The great majority of older theologians, Augustinians, Thomists, Scotists, hold that the grace called efficacious is efficacious of itself, because God wills it to be so, not because we will it to be so, by an act of consent foreseen by God. God is, not a mere spectator, but the Author of salvation. How is grace self-efficacious? Here these older authors differ. Some recur to the divine motion called premotion, some to what they call "victorious delectation," some to a kind of attraction. But, amid all differences, they agree that grace is of itself efficacious.
Molina, on the contrary, maintains that grace is efficacious extrinsically, by our consent, foreseen by scientia media. This scientia media has always been rejected by Thomists, who say that it implies a passivity in God relative to our free determinations (futuribilia, and future): and that it leads to "determination by circumstances" (since it is by knowledge of these circumstances that God would foresee what man would choose). Thus the very being and goodness of the will and salutary choice would come from man and not from God. Granted equal grace to each, says Molina, [1443] it can come to pass that one is converted, the other not. Even with a smaller aid of grace one can rise, while another with greater grace does not rise, and remains hardened.
Molina's opponents answer thus: Here we have a good, the good of a salutary act, which does not come from God, Source of all good. How then maintain the word of Jesus: [1444] Without Me you can do nothing? Or that of St. Paul: [1445] What hast thou that thou hast not received? If, with equal grace, and amid equal circumstances, one is converted and the other not, then the convert has a good which he has not received.
Molinists object: If, in order to do good, you demand, besides sufficient grace, also self-efficacious grace, does sufficient grace really and truly give you a real power to act?
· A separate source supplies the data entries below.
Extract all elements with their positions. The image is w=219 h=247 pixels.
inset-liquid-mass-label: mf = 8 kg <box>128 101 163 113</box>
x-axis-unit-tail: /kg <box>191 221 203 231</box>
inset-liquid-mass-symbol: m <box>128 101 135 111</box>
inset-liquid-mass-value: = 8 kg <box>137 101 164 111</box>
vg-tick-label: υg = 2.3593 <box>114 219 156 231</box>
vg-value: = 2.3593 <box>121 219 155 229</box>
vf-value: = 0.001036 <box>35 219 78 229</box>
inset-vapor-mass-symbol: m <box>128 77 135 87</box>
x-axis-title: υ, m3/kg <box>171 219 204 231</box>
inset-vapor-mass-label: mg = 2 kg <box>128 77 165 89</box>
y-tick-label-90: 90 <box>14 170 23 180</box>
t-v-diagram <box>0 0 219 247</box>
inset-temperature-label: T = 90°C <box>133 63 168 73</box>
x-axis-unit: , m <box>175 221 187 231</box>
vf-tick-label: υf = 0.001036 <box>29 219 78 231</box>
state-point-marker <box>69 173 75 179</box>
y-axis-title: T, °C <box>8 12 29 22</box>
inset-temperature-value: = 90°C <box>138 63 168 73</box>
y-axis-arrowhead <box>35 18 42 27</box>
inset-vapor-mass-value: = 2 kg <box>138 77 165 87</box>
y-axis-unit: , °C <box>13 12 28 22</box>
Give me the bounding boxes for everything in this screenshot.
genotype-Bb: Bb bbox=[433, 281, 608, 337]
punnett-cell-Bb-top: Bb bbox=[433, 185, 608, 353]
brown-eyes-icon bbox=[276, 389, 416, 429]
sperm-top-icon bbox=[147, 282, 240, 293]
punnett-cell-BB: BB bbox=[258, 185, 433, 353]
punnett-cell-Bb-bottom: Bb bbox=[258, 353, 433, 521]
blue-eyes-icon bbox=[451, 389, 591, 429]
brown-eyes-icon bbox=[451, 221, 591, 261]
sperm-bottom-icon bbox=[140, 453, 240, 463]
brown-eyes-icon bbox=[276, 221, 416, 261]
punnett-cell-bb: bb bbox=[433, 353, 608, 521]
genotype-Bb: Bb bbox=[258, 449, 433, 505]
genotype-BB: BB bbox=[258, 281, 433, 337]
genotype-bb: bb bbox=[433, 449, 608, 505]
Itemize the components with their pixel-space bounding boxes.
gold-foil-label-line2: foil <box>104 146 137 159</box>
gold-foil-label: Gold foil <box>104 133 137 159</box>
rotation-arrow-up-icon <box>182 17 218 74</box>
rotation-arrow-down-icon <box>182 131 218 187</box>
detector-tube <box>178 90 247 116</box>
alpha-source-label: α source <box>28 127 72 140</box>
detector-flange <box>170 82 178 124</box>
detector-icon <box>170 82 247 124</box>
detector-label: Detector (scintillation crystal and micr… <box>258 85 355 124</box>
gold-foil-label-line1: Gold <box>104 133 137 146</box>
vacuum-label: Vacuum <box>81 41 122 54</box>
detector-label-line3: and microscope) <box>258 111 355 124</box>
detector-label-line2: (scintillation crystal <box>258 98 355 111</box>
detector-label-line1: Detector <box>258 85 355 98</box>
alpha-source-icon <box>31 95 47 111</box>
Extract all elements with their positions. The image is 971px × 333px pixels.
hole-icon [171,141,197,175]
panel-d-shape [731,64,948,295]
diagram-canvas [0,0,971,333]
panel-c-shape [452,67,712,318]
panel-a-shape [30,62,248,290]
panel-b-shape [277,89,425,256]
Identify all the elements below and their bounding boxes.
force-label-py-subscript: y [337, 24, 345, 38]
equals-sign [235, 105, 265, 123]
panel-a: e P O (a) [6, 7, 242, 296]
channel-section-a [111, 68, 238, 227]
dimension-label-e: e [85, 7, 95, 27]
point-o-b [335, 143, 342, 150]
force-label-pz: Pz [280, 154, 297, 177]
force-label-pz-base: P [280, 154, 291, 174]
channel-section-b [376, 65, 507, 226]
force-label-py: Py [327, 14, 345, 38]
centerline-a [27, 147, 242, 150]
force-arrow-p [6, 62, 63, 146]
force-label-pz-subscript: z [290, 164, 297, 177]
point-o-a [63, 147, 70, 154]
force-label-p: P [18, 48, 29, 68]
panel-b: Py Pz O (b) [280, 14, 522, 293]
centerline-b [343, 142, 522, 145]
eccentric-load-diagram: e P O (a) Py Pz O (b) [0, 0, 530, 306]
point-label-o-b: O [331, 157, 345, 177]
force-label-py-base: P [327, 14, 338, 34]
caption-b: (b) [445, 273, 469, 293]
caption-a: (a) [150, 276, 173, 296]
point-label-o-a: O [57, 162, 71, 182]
It does, so Thomists reply, if it is true that real power to act is distinct from the act itself; if it is true [1446] that the architect, before he actually builds, has a real power to build, that he who is seated has a real power to rise; that he who is sleeping is not blind, but has a real power to see. Further, if the sinner would not resist sufficient grace, he would receive the efficacious grace, which is offered in the preceding sufficient grace, as fruit is offered in the blossom. If he resists he merits privation of new aid.
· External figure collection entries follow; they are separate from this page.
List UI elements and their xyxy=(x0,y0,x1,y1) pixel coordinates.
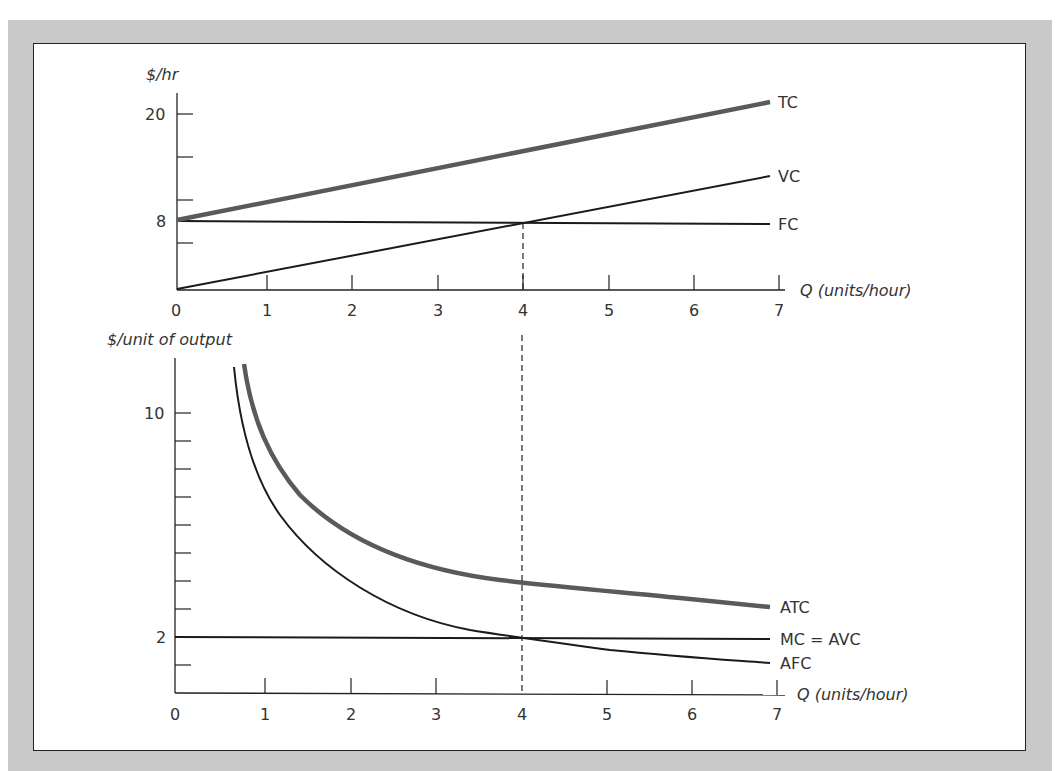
mc-avc-label: MC = AVC xyxy=(780,630,861,649)
top-y-tick-8: 8 xyxy=(156,212,166,231)
bottom-y-ticks xyxy=(175,413,191,665)
top-y-axis-label: $/hr xyxy=(146,65,180,84)
top-x-tick-7: 7 xyxy=(774,301,784,320)
top-x-tick-5: 5 xyxy=(604,301,614,320)
bottom-x-axis xyxy=(175,693,785,695)
top-origin-label: 0 xyxy=(171,301,181,320)
bottom-y-axis-label: $/unit of output xyxy=(107,330,233,349)
bottom-origin-label: 0 xyxy=(170,705,180,724)
top-chart: $/hr 20 8 0 1 2 3 4 5 6 7 Q xyxy=(145,65,912,320)
bottom-x-tick-5: 5 xyxy=(602,705,612,724)
cost-curves-figure: $/hr 20 8 0 1 2 3 4 5 6 7 Q xyxy=(0,0,1060,771)
bottom-x-tick-4: 4 xyxy=(517,705,527,724)
vc-label: VC xyxy=(778,167,800,186)
bottom-x-tick-2: 2 xyxy=(346,705,356,724)
atc-curve xyxy=(244,364,770,607)
bottom-x-tick-6: 6 xyxy=(687,705,697,724)
tc-label: TC xyxy=(777,93,798,112)
bottom-x-tick-1: 1 xyxy=(260,705,270,724)
bottom-y-tick-2: 2 xyxy=(156,628,166,647)
bottom-x-tick-3: 3 xyxy=(431,705,441,724)
bottom-y-tick-10: 10 xyxy=(144,404,164,423)
top-y-ticks xyxy=(177,114,193,243)
afc-label: AFC xyxy=(780,654,811,673)
top-x-tick-4: 4 xyxy=(518,301,528,320)
bottom-chart: $/unit of output 10 2 0 1 2 3 4 5 xyxy=(107,330,909,724)
top-x-axis-label: Q (units/hour) xyxy=(800,281,912,300)
fc-line xyxy=(177,221,770,224)
bottom-x-axis-label: Q (units/hour) xyxy=(797,685,909,704)
tc-line xyxy=(177,102,770,220)
bottom-x-tick-7: 7 xyxy=(772,705,782,724)
fc-label: FC xyxy=(778,215,798,234)
top-y-tick-20: 20 xyxy=(145,105,165,124)
top-x-tick-6: 6 xyxy=(689,301,699,320)
top-x-tick-2: 2 xyxy=(347,301,357,320)
atc-label: ATC xyxy=(780,598,810,617)
top-x-tick-1: 1 xyxy=(262,301,272,320)
vc-line xyxy=(177,176,770,289)
afc-curve xyxy=(234,367,770,663)
mc-avc-line xyxy=(175,637,770,639)
bottom-x-ticks xyxy=(265,678,777,695)
top-x-tick-3: 3 xyxy=(433,301,443,320)
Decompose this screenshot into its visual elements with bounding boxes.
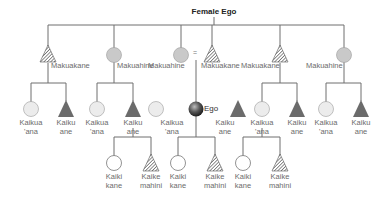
triangle-icon	[230, 100, 246, 117]
triangle-icon	[125, 100, 141, 117]
diagram-title: Female Ego	[192, 7, 237, 16]
parent-label: Makuahine	[148, 62, 185, 71]
triangle-icon	[289, 100, 305, 117]
sibling-label: Kaikua 'ana	[315, 119, 338, 136]
triangle-hatched-icon	[207, 154, 223, 171]
triangle-hatched-icon	[204, 45, 220, 62]
sibling-label: Kaiku ane	[288, 119, 307, 136]
triangle-icon	[58, 100, 74, 117]
child-label: Kaiki kane	[170, 173, 186, 190]
kinship-lines	[0, 0, 391, 199]
circle-icon	[319, 102, 334, 117]
sibling-label: Kaikua 'ana	[251, 119, 274, 136]
parent-label: Makuakane	[51, 62, 90, 71]
triangle-hatched-icon	[40, 45, 56, 62]
triangle-hatched-icon	[272, 45, 288, 62]
parent-label: Makuakane	[201, 62, 240, 71]
circle-icon	[149, 102, 164, 117]
child-label: Kaike mahini	[269, 173, 291, 190]
sibling-label: Kaikua 'ana	[20, 119, 43, 136]
sibling-label: Kaiku ane	[352, 119, 371, 136]
sibling-label: Kaikua 'ana	[86, 119, 109, 136]
child-label: Kaiki kane	[235, 173, 251, 190]
ego-label: Ego	[204, 105, 218, 114]
triangle-hatched-icon	[143, 154, 159, 171]
sibling-label: Kaikua 'ana	[161, 119, 184, 136]
circle-open-icon	[107, 156, 122, 171]
marriage-equals-sign: =	[193, 49, 197, 56]
ego-icon	[189, 102, 204, 117]
triangle-icon	[353, 100, 369, 117]
circle-open-icon	[171, 156, 186, 171]
child-label: Kaike mahini	[204, 173, 226, 190]
circle-icon	[24, 102, 39, 117]
child-label: Kaike mahini	[140, 173, 162, 190]
circle-icon	[90, 102, 105, 117]
parent-label: Makuakane	[241, 62, 280, 71]
circle-open-icon	[236, 156, 251, 171]
kinship-diagram: Female Ego = Makuakane Makuahine Makuahi…	[0, 0, 391, 199]
circle-icon	[255, 102, 270, 117]
sibling-label: Kaiku ane	[216, 119, 235, 136]
sibling-label: Kaiku ane	[124, 119, 143, 136]
child-label: Kaiki kane	[106, 173, 122, 190]
sibling-label: Kaiku ane	[57, 119, 76, 136]
parent-label: Makuahine	[306, 62, 343, 71]
triangle-hatched-icon	[272, 154, 288, 171]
But does St. Thomas explicitly distinguish self-efficacious grace from that grace which gives only the power to act?He does, and often. God's aid, he says, [1447] is twofold. God gives the power, by infusing strength and grace, by which man becomes able and apt to act. But He gives further the good act itself, by interiorly moving and urging us to good... since His power, by His great good will, operates in us to will and to do. Again: [1448] Christ is the propitiation for our sins, for some efficaciously, for all sufficiently, because His blood is sufficient price for the salvation of all, but does not have efficacy except in the elect, because of impediment. Does God remedy this impediment? He does, often, but not always. And here lies the mystery. God, he says, [1449] withholds nothing that is due. And he adds: [1450] God gives to all sufficient aid to keep from sin. Again, speaking of efficacious grace: [1451] If it is given to this sinner, it is by mercy; if it is refused to another, it is by justice.
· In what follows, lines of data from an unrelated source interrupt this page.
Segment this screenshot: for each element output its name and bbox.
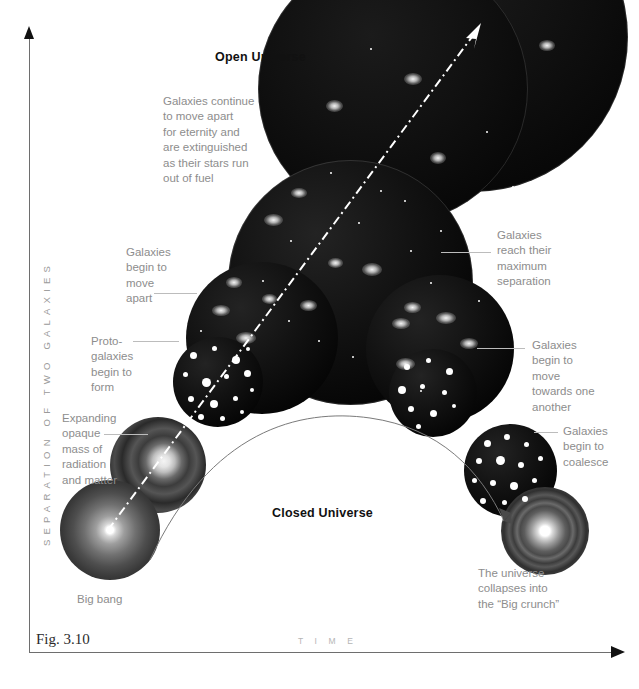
annotation-max-separation: Galaxies reach their maximum separation — [497, 228, 601, 290]
closed-universe-heading: Closed Universe — [272, 506, 373, 520]
figure-number: Fig. 3.10 — [36, 631, 90, 648]
annotation-coalesce: Galaxies begin to coalesce — [563, 424, 639, 470]
y-axis-line — [29, 36, 30, 653]
annotation-big-crunch: The universe collapses into the “Big cru… — [478, 566, 610, 612]
x-axis-label: T I M E — [298, 636, 357, 646]
leader-line-coalesce — [534, 432, 558, 433]
annotation-begin-move-apart: Galaxies begin to move apart — [126, 245, 216, 307]
open-universe-heading: Open Universe — [215, 50, 306, 64]
arrow-up-icon — [24, 26, 34, 39]
x-axis-line — [29, 652, 621, 653]
arrow-right-icon — [611, 646, 625, 658]
leader-line-max-separation — [441, 252, 491, 253]
y-axis-label: SEPARATION OF TWO GALAXIES — [41, 144, 52, 664]
annotation-open-eternal: Galaxies continue to move apart for eter… — [163, 94, 283, 186]
annotation-move-towards: Galaxies begin to move towards one anoth… — [532, 338, 636, 415]
annotation-proto-galaxies: Proto- galaxies begin to form — [91, 334, 171, 396]
leader-line-begin-move-apart — [154, 293, 197, 294]
leader-line-proto-galaxies — [133, 341, 179, 342]
leader-line-expanding-opaque — [104, 434, 148, 435]
leader-line-move-towards — [477, 348, 525, 349]
annotation-expanding-opaque: Expanding opaque mass of radiation and m… — [62, 411, 154, 488]
figure-panel: SEPARATION OF TWO GALAXIES T I M E Fig. … — [0, 0, 639, 689]
label-big-bang: Big bang — [77, 592, 167, 607]
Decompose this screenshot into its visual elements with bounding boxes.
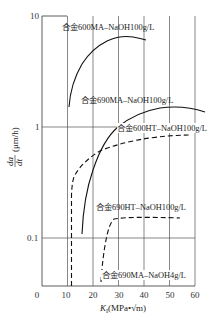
chart: 10 1 0.1 0 10 20 30 40 50 60 KI(MPa•√m) … [0,0,219,315]
x-tick-20: 20 [89,290,99,300]
x-axis-label: KI(MPa•√m) [99,303,146,314]
x-tick-40: 40 [140,290,150,300]
x-tick-60: 60 [191,290,201,300]
series-lines [69,37,205,286]
y-label-denominator: dt [14,159,24,167]
label-690ht-naoh100: 合金690HT–NaOH100g/L [96,202,186,212]
svg-text:KI(MPa•√m): KI(MPa•√m) [99,303,146,314]
x-tick-0: 0 [35,290,40,300]
y-tick-10: 10 [30,11,40,21]
x-axis-ticks: 0 10 20 30 40 50 60 [35,290,200,300]
y-axis-ticks: 10 1 0.1 [27,11,40,243]
label-600ht-naoh100: 合金600HT–NaOH100g/L [117,123,207,133]
y-tick-1: 1 [35,122,40,132]
label-690ma-naoh4: 合金690MA–NaOH4g/L [102,270,186,280]
vertical-gridlines [68,16,196,286]
y-label-unit: (μm/h) [10,127,20,152]
x-tick-50: 50 [166,290,176,300]
y-tick-0.1: 0.1 [27,233,38,243]
label-690ma-naoh100: 合金690MA–NaOH100g/L [81,95,173,105]
x-tick-30: 30 [115,290,125,300]
label-600ma-naoh100: 合金600MA–NaOH100g/L [62,22,154,32]
x-tick-10: 10 [62,290,72,300]
y-axis-label: da dt (μm/h) [5,127,24,167]
x-label-unit: (MPa•√m) [108,303,146,313]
Thomists add, [1452] in explanation: Every actual grace which is self-efficacious for an imperfect act, say attrition, is sufficient for a more perfect salutary act, say contrition. This is manifestly the doctrine of St. Thomas. [1453] If man resists the grace which gives him the power to do good, he merits privation of the grace which would carry him on to actual good deed. But the saint has not merely distinguished the two graces, he has pointed out the deepest foundation for this distinction.